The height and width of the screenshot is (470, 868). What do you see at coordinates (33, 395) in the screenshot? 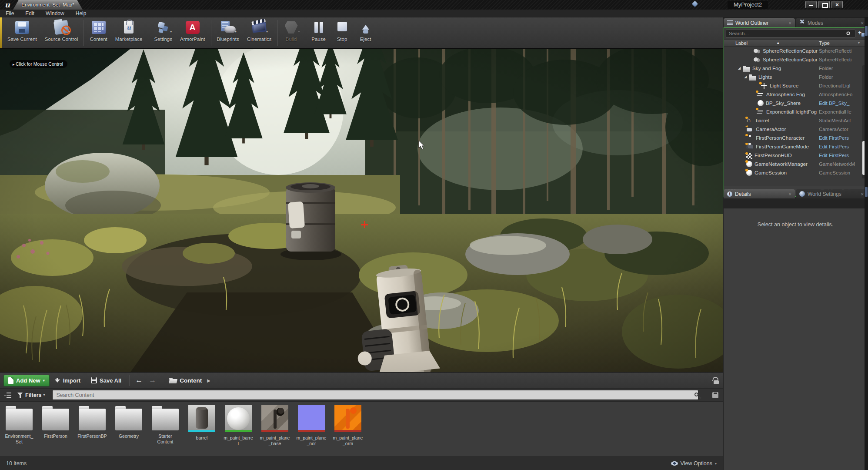
I see `filters-button: Filters` at bounding box center [33, 395].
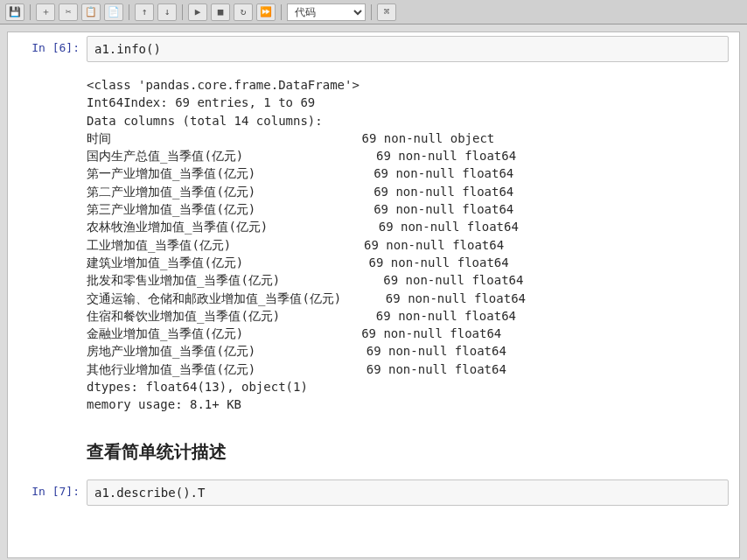  Describe the element at coordinates (266, 12) in the screenshot. I see `fast-forward-icon: ⏩` at that location.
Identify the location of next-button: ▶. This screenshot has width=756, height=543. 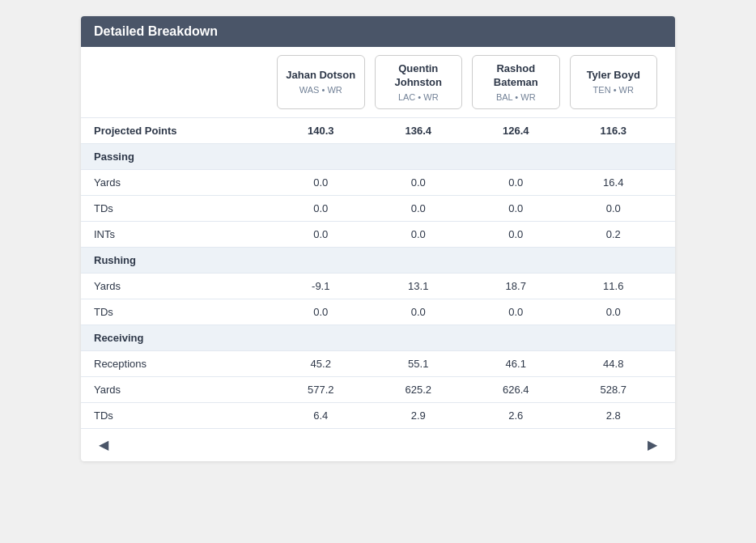
(652, 445).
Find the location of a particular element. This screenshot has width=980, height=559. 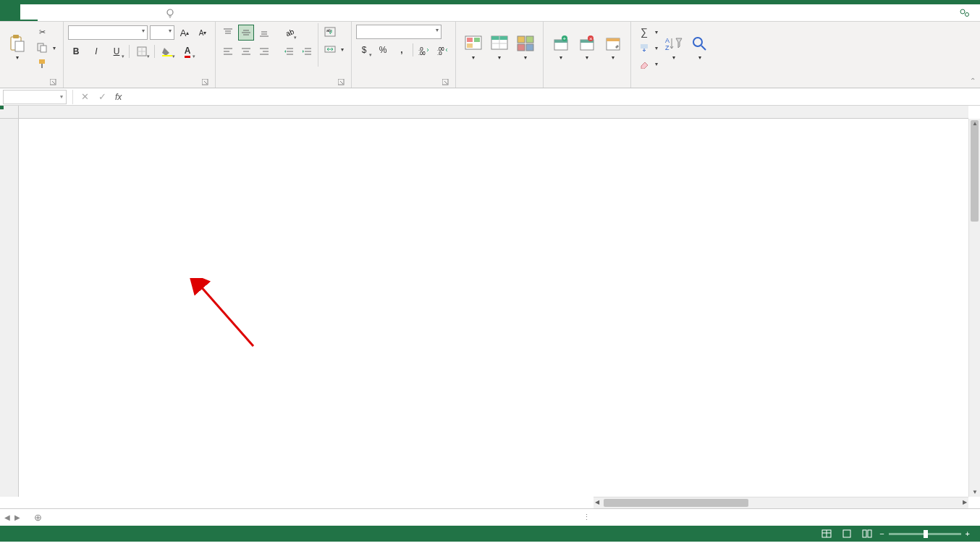

fill-button: ▾ is located at coordinates (649, 48).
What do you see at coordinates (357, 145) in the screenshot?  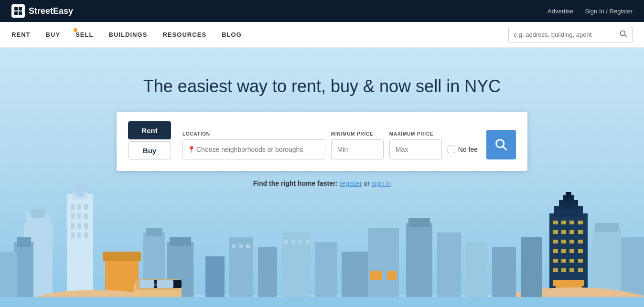 I see `min-price-field-group: MINIMUM PRICE` at bounding box center [357, 145].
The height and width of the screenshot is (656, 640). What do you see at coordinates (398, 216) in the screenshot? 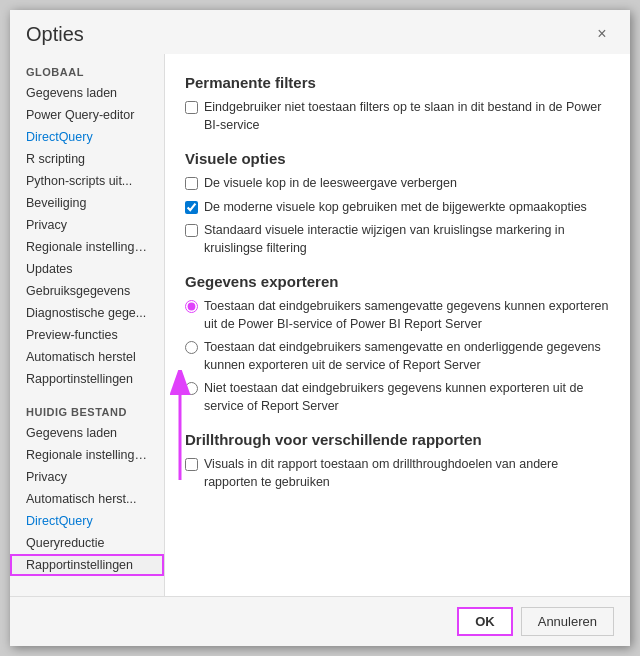
I see `visuele-opties-items: De visuele kop in de leesweergave verber…` at bounding box center [398, 216].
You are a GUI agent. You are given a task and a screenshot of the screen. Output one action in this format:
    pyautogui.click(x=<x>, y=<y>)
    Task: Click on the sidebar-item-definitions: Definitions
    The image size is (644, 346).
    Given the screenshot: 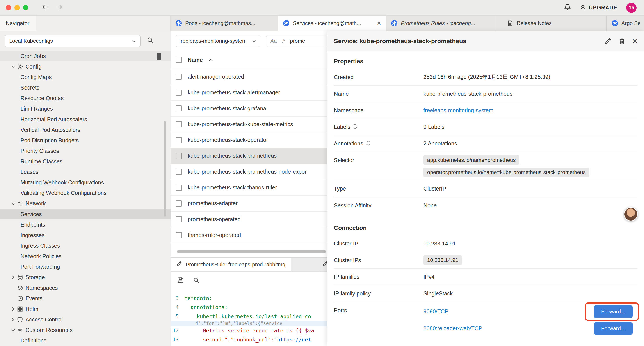 What is the action you would take?
    pyautogui.click(x=85, y=341)
    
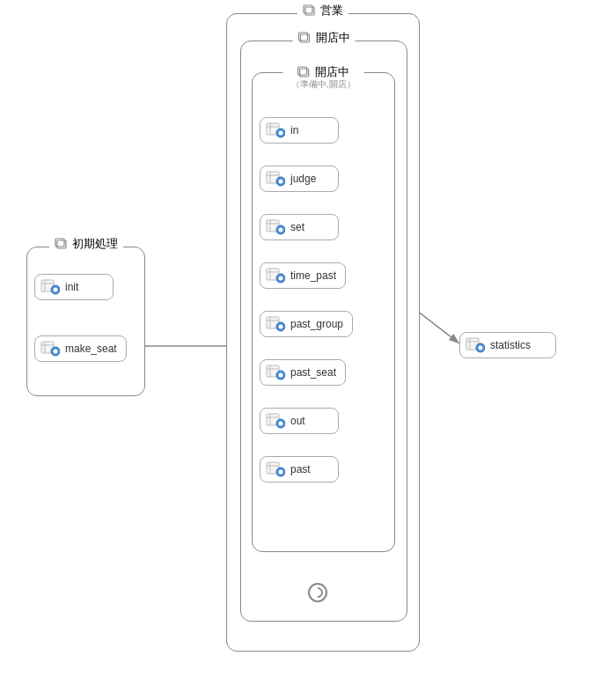 The width and height of the screenshot is (616, 678). What do you see at coordinates (303, 276) in the screenshot?
I see `node-time-past-container: time_past` at bounding box center [303, 276].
■ ■ ■ ■
Looking at the records above, return exactly the lines from the line with "You are a GUI" to the line with "The image size is (644, 346).", both ends included.

◆ Response to this task ◆
You are a GUI agent. You are given a task and a screenshot of the screen. Output one action in this format:
    pyautogui.click(x=<x>, y=<y>)
    Task: Click on the sidebar-item-definitions: Definitions
    The image size is (644, 346).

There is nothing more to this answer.